Tom’s career takes off in the wake of it all. He becomes the kind of lawyer communities call when the contamination is invisible, when the paperwork is buried, when the institution insists it has done nothing wrong. Lisa stays in the fight too, returning to Washington again and again, meeting with President Bill Clinton and Vice President Al Gore, pushing the country to recognize that Fernald was not an accident. It was a system.

Then Vice President AL Gore meets with Lisa during a visit to Fernald. Credit: U.S. Department of Energy, United States Government via Flickr.

And even after the machines power down, the place keeps leaking into the future. Westinghouse shuts operations midstream and radioactive material sits inside the plants for two years until, in 1991, Fernald’s sole mission becomes cleanup. Over the next 15 years, the government spends $4.4 billion to tear Fernald apart and remake it into something the community can bear to look at. The DOE tries to kick Fernald’s long-time workers off the clean up crew, but Lisa sticks to the promise she made years ago over burgers and coffee. FRESH fights alongside the union, and the workers are eventually hired back on to help tear down the facility they spent years fueling.

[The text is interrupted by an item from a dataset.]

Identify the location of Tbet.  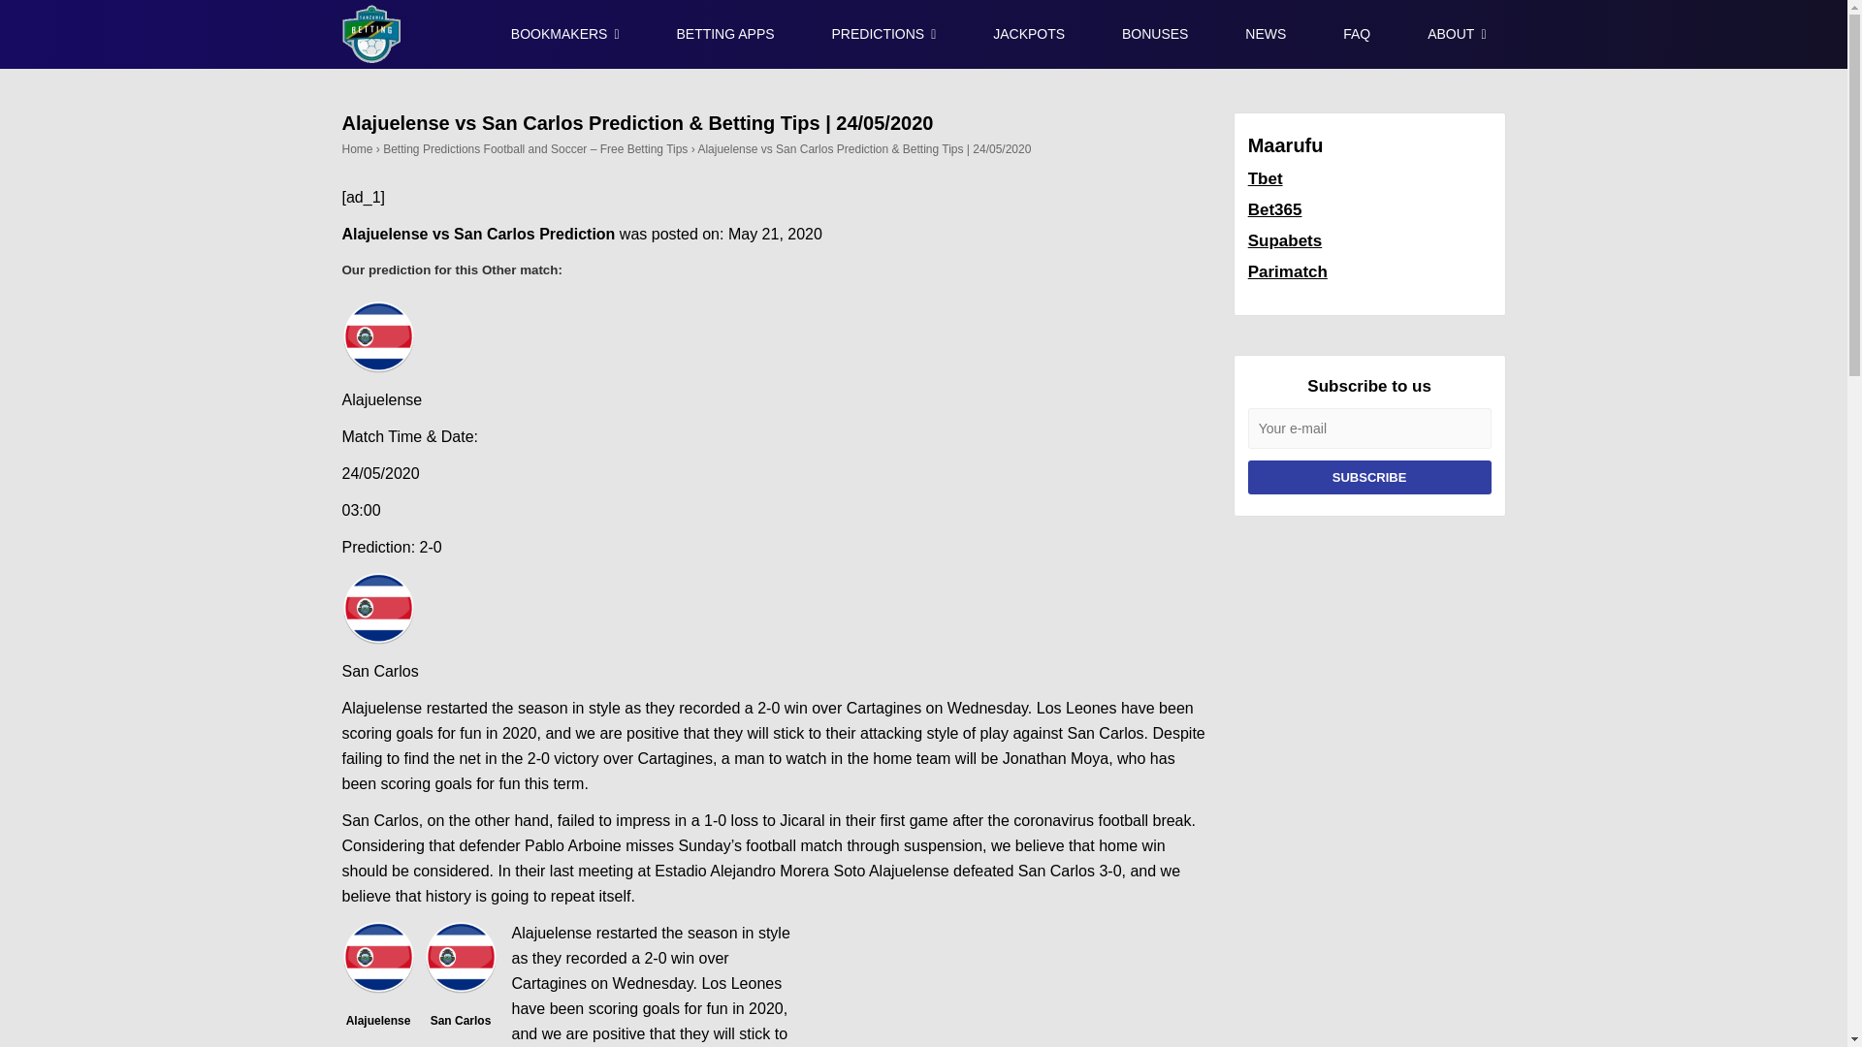
(1265, 178).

The worst waste is shipped west. Most of what was made there stays behind, sealed in barrels and buried deep underground. By 2006, officials say uranium levels in the soil have fallen back to acceptable background levels, though the groundwater still has to be filtered. In 2008, the land opened to the public.

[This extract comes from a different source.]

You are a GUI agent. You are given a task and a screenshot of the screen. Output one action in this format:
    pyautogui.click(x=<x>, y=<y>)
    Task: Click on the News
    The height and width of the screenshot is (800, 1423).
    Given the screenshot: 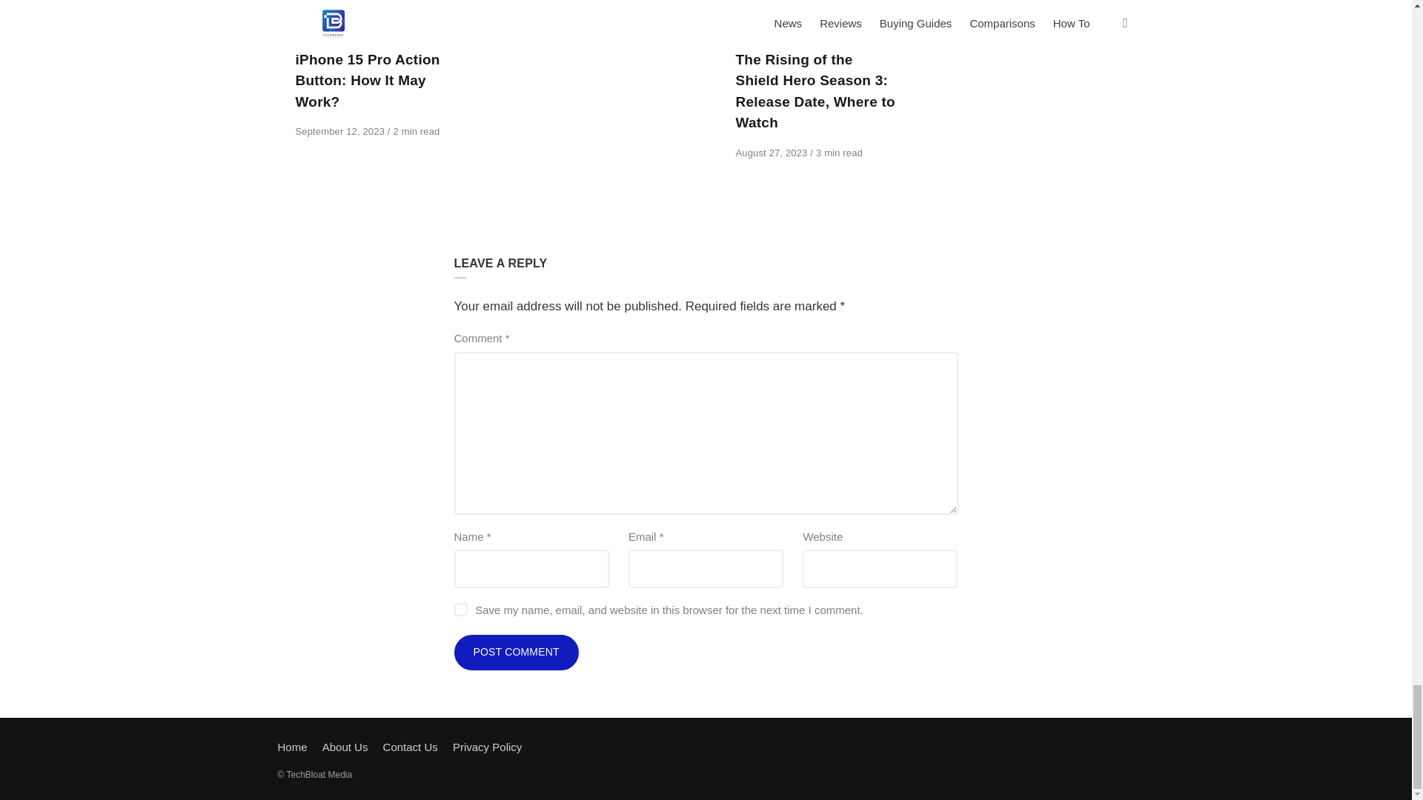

Workers stop a leak in a K65 silo (left) and clean out Plant 7 before demolition (right). Credit: U.S. Department of Energy, United States Government via Flickr

A production plant is demolished as part of the site clean-up. Credit: U.S. Department of Energy, United States Government via Flickr

Today the Fernald Nature Preserve looks, at first glance, like any other quiet patch of Ohio. A visitor center. Trails. Wetlands. Birds returning to reeds. When I walked there in 2025, the only obvious wrongness was the low, unnatural mound on the eastern side, a gentle rise in the earth that hides thousands of tons of radioactive material beneath it. The danger is no longer a plume over the treeline. It is an agreement with the ground.

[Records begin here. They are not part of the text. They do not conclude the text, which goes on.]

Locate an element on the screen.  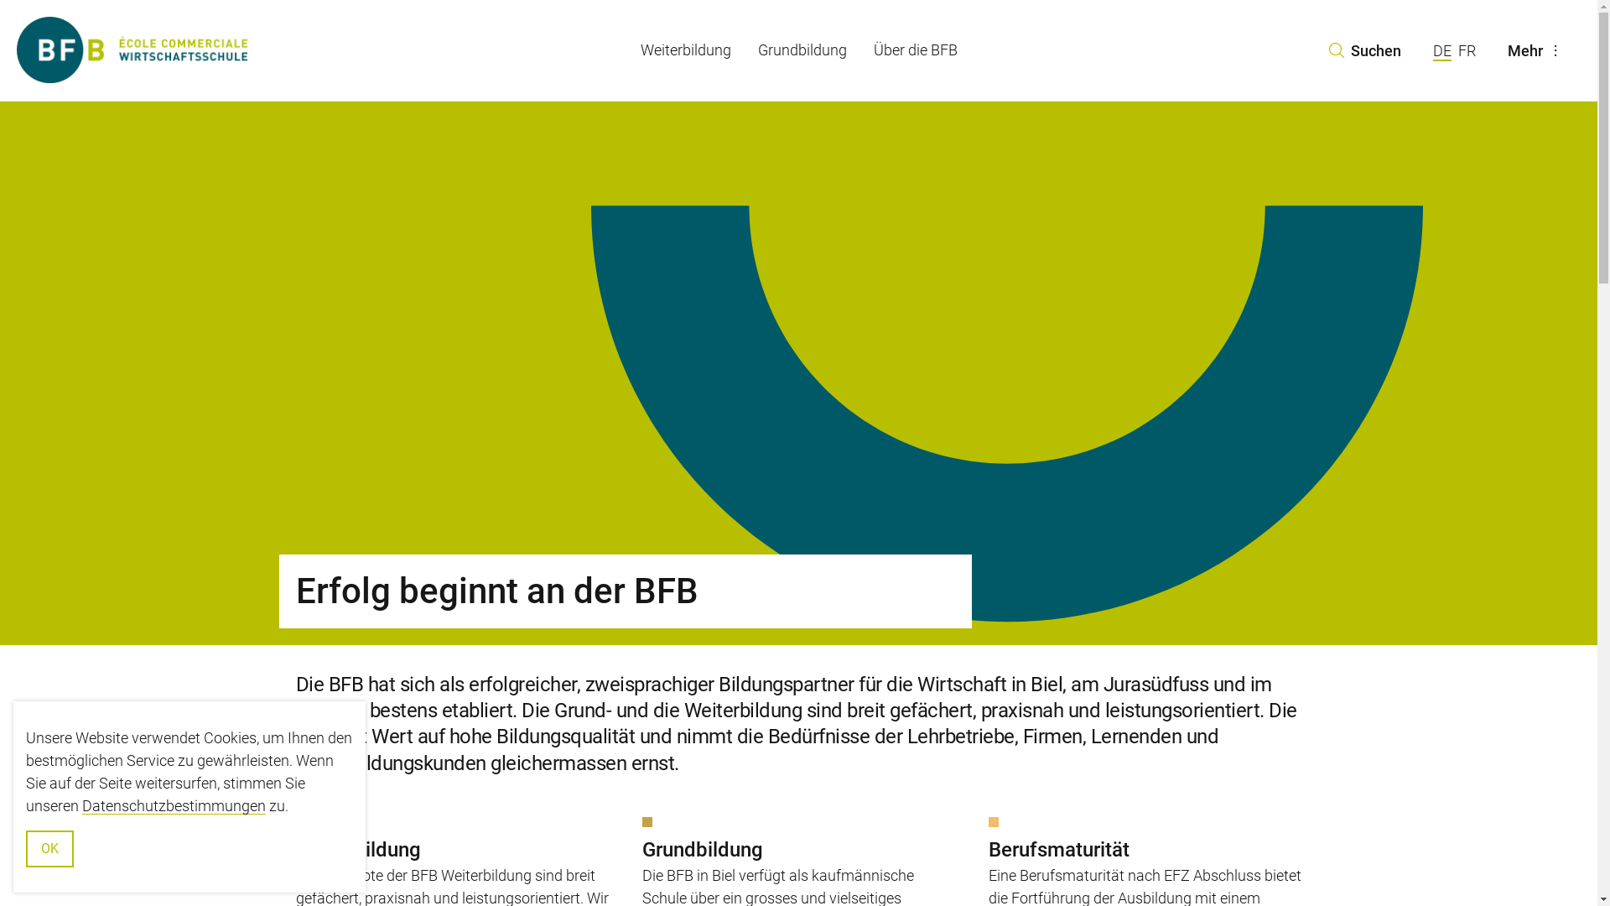
Grundbildung is located at coordinates (803, 50).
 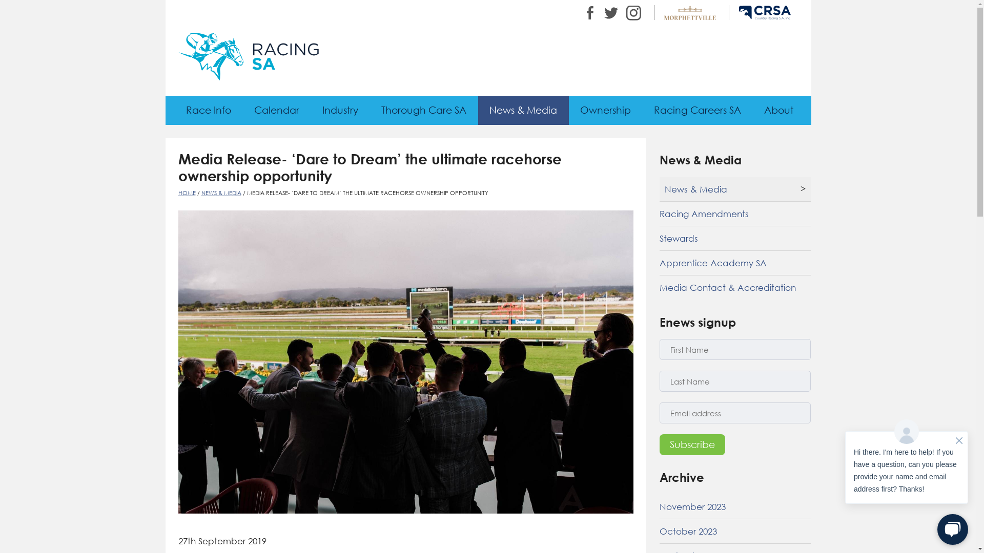 I want to click on October 2023, so click(x=735, y=532).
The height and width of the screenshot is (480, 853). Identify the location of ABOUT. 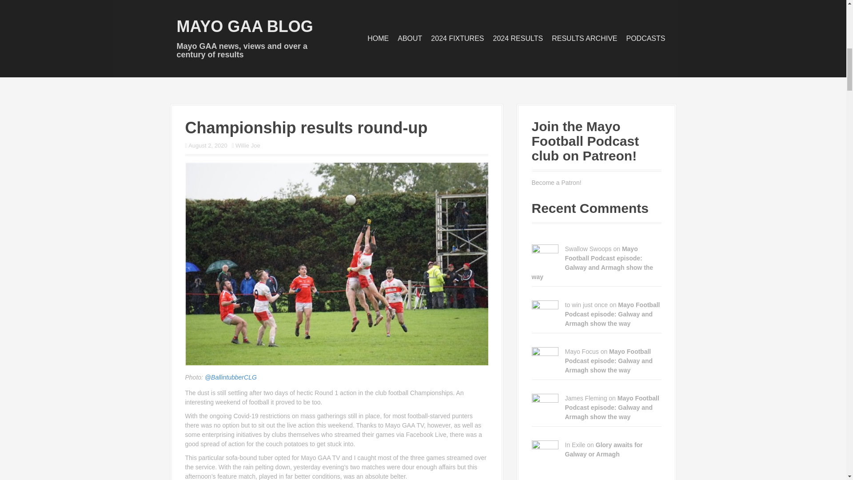
(410, 38).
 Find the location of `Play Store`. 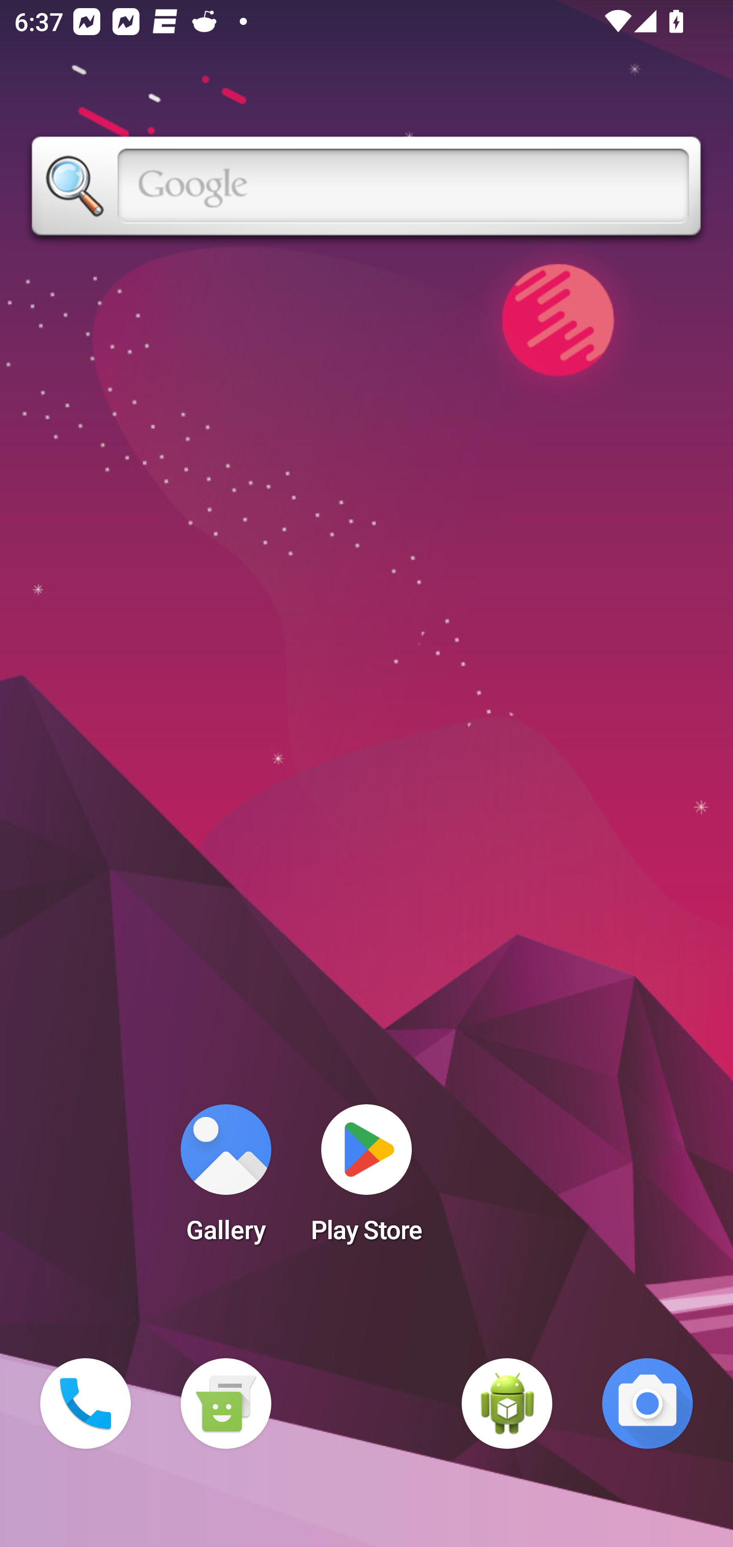

Play Store is located at coordinates (366, 1179).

A group of legislators, community members, and environmental workers, after the nature preserve was opened, including Lisa (directly right of the sign) and Graham (behind Lisa). Radioactive material is kept under the mound in the back right. Credit: Graham Mitchell

Lisa visits the preserve from time to time. She meets with FRESH members, still, long after the cleanup is called complete. She is glad the land was given back and encourages her neighbors to use it. But her vigilance has never left her. It has only changed shape.

“When you don’t pay attention anymore is when you get in trouble,” she likes to say.

Fernald is not unique. It is one site in a vast national machine that ran for decades, often in secret, often with the same logic, the same evasions, the same costs pushed onto people who did not consent to carry them. Places like it exist all over the map. In Washington, Colorado, Georgia. What is rare is what happened in Ross, Ohio.

A mother in a pink sweatshirt refused to be managed. A young activist read through the black ink. An auditor would not sign his name to a lie. A community with no playbook became the first to push back.

“It’s my job,” Lisa says. “It’s my lifelong job.”

Sam Norton is a freelance journalist who covers climate change and the outdoors. He's been published in the Wild Ohio Magazine, the Environmental Monitor, and Trails Magazine, and recently graduated from Miami University, where this story idea was first born. When not writing, you can often find him hiking, rock climbing, or skiing.